Should You Send Product-Market Fit surveys?

Should You Send Product-Market Fit surveys?
Photo by Nina Mercado / Unsplash

I was listening to Rob Walling's podcast episode with Noah Kagan when this phrase popped up: "How do you know you got Product-Market Fit? You know!" Followed by "You don't need to send a survey."

I'm not so sure about the last part, though. I'm light years behind Rob and Noah in terms of experience and achievements. So, treat this as my attempt to understand if there's an argument to back this up that I'm not seeing. Or maybe Rob did not actually mean this at all, but it was more the idea that you shouldn't bet everything based on the PMF score.

Anyway, in any business, there are numerous variables. The same product would work for one and fail for the next. Some will strike gold with their product positioning and witness the PMF in their MRR reports and the need to scale their infrastructure and frontline support team; others will be left wondering what went wrong.

PMF is just a tool, exactly as a hammer is. You can use it to build a house, or you can use it to break things. It's the goal that matters and the hand that is using this tool.

It's not uncommon for businesses to find themselves serving a general audience. Somehow everyone found their way to your product, and now everyone is demanding your full and undivided attention. Sure, go ahead and check your analytics, see where they're coming from, and review your product positioning on your website, in your marketing materials, on your blog, etc. Maybe this will clarify things and help you steer the ship in the right direction. Maybe not.

In any case, you have another tool in your toolkit—PMF survey. The score itself is not a failproof indicator of PMF.

Just a quick off-topic on a subject that I might get back to in a later article: The same as a high NPS doesn't mean things are going smooth. It's the trend line that you're looking for. Everything else is an instrument to help you frame the context, results, and next steps.

Back to the PMF. Conducting the survey might just help you understand who from your general audience stays with you because you're offering a cheaper product, they've done bad vendor research initially and now they're stuck with you for a whole year, or your copy and positioning are misleading or confusing; or who actually needs and uses your product to solve their problem (and not using it in twisted ways to improvise a solution to their problem).

And that's pretty much it. Sure, you might get a high PMF score for a specific segment of your audience, and after investing more resources into bringing in clients in that segment, you would notice that there is no interest in your product there. Maybe the survey results were biased, maybe they were your clients for a long time and they've already tailored their processes to your product, and they've actually resorted to a different vendor to solve their initial problem. Maybe. But at least you have an instrument that, even if slightly, increases your chances of getting it right next time.

So, if you hear someone saying that you will know when you have PMF, they are 100% right. But why not increase your chances of getting there?

I might be wrong, though, so I would love to hear counterarguments.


» **Problem**
The response must consist of each line in the listing that has the word "name" in it.

» **The data**
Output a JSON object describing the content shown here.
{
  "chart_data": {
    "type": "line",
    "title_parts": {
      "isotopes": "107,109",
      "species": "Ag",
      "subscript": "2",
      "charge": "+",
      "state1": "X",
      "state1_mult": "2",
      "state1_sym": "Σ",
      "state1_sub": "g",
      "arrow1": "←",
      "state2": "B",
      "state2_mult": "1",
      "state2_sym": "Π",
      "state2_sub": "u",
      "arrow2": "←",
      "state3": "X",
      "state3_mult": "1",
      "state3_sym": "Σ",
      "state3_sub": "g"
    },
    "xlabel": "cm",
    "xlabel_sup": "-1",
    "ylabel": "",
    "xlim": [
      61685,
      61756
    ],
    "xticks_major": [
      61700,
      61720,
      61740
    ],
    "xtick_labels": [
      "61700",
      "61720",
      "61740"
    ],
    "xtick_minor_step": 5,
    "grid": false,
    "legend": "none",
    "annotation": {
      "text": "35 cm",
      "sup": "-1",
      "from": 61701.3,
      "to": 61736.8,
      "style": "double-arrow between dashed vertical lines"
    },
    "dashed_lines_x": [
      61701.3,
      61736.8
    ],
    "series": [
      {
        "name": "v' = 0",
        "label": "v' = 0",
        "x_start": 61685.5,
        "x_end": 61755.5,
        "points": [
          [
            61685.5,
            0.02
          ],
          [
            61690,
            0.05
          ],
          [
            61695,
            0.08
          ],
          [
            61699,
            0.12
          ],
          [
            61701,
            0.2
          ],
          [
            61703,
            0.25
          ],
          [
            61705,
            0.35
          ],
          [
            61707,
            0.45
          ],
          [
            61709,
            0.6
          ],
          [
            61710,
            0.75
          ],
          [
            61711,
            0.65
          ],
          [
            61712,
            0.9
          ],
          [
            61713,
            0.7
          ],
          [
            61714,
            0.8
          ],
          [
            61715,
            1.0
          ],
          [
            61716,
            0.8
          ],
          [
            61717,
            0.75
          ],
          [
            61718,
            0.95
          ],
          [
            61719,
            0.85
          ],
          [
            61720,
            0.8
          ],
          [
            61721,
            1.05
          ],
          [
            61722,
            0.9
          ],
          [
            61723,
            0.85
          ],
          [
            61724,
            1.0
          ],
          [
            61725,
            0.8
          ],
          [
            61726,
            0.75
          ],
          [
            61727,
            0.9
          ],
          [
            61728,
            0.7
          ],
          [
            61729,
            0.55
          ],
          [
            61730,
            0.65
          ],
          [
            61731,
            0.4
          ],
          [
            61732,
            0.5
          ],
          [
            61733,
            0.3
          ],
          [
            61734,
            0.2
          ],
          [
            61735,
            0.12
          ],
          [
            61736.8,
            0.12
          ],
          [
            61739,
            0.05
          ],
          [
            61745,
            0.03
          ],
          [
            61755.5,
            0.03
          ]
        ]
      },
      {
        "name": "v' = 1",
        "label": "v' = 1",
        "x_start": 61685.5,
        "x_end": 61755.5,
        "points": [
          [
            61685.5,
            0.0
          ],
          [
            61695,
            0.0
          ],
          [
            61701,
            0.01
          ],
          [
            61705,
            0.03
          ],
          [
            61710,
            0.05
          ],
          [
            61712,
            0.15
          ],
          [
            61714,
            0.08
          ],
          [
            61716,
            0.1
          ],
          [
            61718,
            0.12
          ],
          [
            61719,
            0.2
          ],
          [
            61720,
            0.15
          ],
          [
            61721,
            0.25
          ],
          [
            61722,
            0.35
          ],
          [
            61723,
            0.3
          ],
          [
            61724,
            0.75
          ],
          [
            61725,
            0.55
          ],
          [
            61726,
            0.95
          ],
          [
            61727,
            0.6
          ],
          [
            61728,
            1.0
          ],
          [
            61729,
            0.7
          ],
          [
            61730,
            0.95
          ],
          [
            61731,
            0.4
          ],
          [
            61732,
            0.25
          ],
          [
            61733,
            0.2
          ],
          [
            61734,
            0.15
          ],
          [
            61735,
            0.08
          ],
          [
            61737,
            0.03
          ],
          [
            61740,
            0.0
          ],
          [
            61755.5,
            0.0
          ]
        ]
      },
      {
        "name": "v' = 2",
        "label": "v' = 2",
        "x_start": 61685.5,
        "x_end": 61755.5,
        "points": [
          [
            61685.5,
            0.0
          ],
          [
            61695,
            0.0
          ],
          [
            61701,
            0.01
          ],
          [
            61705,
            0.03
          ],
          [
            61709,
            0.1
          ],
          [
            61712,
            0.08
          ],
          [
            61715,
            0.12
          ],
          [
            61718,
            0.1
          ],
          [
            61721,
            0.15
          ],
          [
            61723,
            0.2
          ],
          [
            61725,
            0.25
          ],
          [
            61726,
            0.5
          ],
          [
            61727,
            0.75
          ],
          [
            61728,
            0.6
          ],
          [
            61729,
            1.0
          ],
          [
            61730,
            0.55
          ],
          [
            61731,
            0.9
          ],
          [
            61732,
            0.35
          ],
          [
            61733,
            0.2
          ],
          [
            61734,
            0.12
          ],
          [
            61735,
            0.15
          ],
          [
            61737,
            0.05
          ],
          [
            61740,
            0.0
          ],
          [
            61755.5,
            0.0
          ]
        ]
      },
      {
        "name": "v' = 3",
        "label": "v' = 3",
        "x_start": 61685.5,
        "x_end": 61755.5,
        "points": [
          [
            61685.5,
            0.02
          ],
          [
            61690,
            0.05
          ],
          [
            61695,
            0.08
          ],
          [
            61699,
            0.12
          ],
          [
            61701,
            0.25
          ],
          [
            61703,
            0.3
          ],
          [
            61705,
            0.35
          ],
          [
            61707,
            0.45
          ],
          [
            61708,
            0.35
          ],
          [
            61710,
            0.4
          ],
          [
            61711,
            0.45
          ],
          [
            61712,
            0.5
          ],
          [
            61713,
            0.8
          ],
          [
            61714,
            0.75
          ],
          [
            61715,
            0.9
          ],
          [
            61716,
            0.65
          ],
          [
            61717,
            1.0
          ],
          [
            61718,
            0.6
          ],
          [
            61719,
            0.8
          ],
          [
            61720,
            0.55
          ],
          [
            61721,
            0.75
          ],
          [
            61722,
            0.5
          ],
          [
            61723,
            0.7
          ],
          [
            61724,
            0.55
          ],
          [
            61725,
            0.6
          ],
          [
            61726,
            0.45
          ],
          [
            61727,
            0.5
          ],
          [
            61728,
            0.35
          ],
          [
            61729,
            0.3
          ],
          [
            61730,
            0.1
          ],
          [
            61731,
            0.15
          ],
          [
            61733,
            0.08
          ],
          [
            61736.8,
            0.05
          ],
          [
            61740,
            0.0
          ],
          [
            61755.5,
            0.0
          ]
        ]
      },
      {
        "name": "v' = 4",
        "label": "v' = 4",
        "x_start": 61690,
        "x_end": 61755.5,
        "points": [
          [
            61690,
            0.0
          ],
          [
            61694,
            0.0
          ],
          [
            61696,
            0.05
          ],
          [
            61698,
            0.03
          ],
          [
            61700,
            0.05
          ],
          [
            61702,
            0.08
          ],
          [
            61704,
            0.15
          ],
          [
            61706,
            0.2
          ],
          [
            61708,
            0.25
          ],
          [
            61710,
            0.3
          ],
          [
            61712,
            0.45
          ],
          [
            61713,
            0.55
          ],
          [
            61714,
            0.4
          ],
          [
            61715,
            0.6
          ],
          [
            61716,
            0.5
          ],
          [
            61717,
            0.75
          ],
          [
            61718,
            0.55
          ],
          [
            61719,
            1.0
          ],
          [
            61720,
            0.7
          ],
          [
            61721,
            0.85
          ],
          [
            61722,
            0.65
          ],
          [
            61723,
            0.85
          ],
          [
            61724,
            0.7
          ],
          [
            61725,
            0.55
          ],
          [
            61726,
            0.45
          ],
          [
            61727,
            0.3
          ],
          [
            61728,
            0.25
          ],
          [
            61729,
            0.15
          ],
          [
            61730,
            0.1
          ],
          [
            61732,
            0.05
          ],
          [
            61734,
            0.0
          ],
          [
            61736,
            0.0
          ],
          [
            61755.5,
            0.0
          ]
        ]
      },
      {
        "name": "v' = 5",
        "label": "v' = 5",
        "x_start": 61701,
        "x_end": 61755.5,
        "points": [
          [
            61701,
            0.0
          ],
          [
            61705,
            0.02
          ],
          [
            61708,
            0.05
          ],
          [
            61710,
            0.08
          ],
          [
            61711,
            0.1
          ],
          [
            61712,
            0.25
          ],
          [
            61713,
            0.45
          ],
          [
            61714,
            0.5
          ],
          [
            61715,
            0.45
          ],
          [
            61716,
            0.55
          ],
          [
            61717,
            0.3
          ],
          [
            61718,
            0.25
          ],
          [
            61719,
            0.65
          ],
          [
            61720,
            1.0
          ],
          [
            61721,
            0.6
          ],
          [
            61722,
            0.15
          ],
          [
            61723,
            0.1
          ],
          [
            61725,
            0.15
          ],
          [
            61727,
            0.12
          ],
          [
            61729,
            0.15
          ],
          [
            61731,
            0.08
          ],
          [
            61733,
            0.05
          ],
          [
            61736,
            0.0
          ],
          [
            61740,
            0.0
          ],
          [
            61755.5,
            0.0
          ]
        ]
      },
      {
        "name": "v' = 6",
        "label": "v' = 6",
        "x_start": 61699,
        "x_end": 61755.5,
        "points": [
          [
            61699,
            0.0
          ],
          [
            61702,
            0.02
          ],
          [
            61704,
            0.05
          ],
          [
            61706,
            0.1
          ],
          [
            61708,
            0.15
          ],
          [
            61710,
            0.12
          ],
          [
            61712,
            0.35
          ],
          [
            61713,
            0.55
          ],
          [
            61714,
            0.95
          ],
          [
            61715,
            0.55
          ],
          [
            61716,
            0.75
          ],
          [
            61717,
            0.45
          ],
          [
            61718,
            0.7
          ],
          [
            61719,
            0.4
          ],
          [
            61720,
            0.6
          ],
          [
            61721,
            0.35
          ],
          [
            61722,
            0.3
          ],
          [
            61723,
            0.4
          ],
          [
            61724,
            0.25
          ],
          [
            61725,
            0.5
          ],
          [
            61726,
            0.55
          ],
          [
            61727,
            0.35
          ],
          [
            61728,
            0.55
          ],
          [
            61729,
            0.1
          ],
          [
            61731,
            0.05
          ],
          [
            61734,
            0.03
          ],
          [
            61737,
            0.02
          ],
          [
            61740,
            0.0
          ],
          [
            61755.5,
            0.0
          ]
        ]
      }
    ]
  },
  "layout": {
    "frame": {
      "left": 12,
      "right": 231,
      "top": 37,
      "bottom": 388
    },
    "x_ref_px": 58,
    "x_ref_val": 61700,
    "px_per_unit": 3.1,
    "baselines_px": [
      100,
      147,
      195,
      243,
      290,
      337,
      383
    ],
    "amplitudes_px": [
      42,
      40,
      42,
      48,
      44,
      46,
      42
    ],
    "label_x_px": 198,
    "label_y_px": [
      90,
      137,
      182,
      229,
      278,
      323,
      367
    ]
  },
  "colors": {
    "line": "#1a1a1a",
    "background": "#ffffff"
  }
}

» **Answer box**
        "name": "v' = 0",
        "name": "v' = 1",
        "name": "v' = 2",
        "name": "v' = 3",
        "name": "v' = 4",
        "name": "v' = 5",
        "name": "v' = 6",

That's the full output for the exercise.